Protests erupt over alleged Quran desecration

? Shouting “Death to America!” more than 1,000 demonstrators rioted and threw stones at a U.S. military convoy Wednesday, as protests spread to four Afghan provinces over a report that interrogators desecrated Islam’s holy book at the U.S. prison at Guantanamo Bay.

Police fired on the protesters, many of them students, trying to stifle the biggest display of anti-American anger since the ouster of the ruling Taliban militia 3 1/2 years ago. There were no reports of American casualties, but the violence left four dead and 71 injured in Jalalabad, a city 80 miles east of the capital, Kabul.

Mobs smashed car and shop windows and attacked government offices, the Pakistani consulate and the offices of two U.N. agencies in Jalalabad. Smoke billowed from the consulate and a U.N. building. More than 50 foreign aid workers were reportedly evacuated.

The protests may expand into neighboring Pakistan, where a coalition of hard-line Islamic parties said it would hold nationwide demonstrations Friday over the alleged desecration of the Quran.

Many of the 520 inmates in Guantanamo are Pakistanis and Afghans captured after the Sept. 11 attacks. Despite both governments’ support of the U.S.-led war on terrorism, suspicion lingers in the conservative Muslim nations about the American military.

Growing urban unrest could pose another security challenge for the U.S.-backed Afghan government, which is already battling a reinvigorated Taliban insurgency. About 18,000 U.S. troops are in Afghanistan, fighting rebels and searching for Taliban and al-Qaida leaders, including Osama bin Laden.

President Hamid Karzai, who travels to Washington this month, played down the violence.

“It is not the anti-American sentiment, it is a protest over news of the desecration of the holy Quran,” Karzai told reporters after talks with NATO officials.

“Afghanistan is now a democratic country, people can come out and protest and demonstrate and express themselves,” Karzai said.

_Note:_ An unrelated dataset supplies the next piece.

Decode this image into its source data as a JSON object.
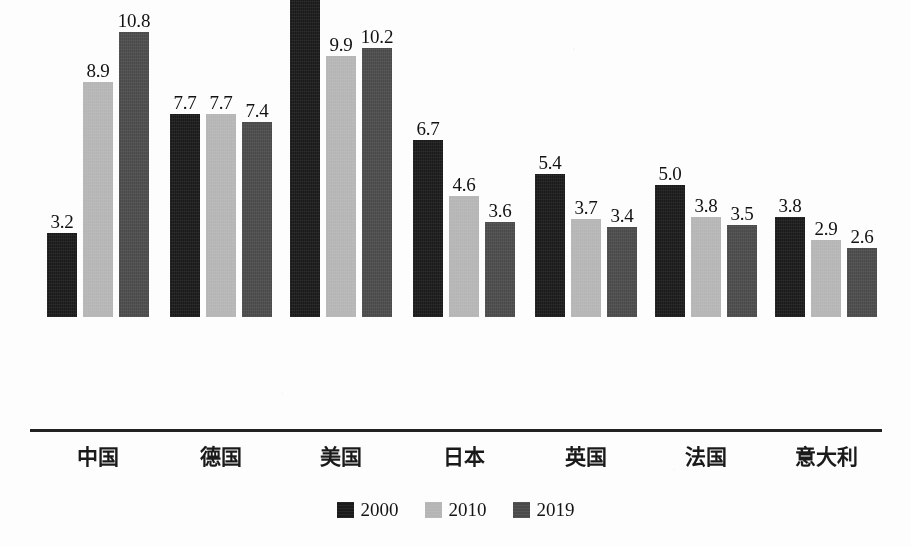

A car burns in the street as university students protest in the streets in Jalalabad, Afghanistany. Police and U.S. troops opened fire Wednesday in the eastern Afghan city to control hundreds of students rioting over alleged desecration of Islam's holy book at the U.S. jail in Guantanamo Bay, Cuba.

The source of anger was a brief report in the May 9 edition of Newsweek that interrogators placed Qurans on toilets to rattle suspects, and in at least one case “flushed a holy book down the toilet.”

Pentagon spokesman Lt. Cmdr. Flex Plexico said the U.S. military was investigating. “This allegation is contrary to our respect for cultural customs and fundamental belief in the freedom of religion,” Plexico said.

Last weekend, Pakistan’s government said it was “deeply dismayed” about the report and registered its disapproval to Washington. Many Afghans read Pakistani papers and understand Pakistani broadcasts; access to satellite TV has mushroomed since U.S.-led forces toppled the Taliban in late 2001.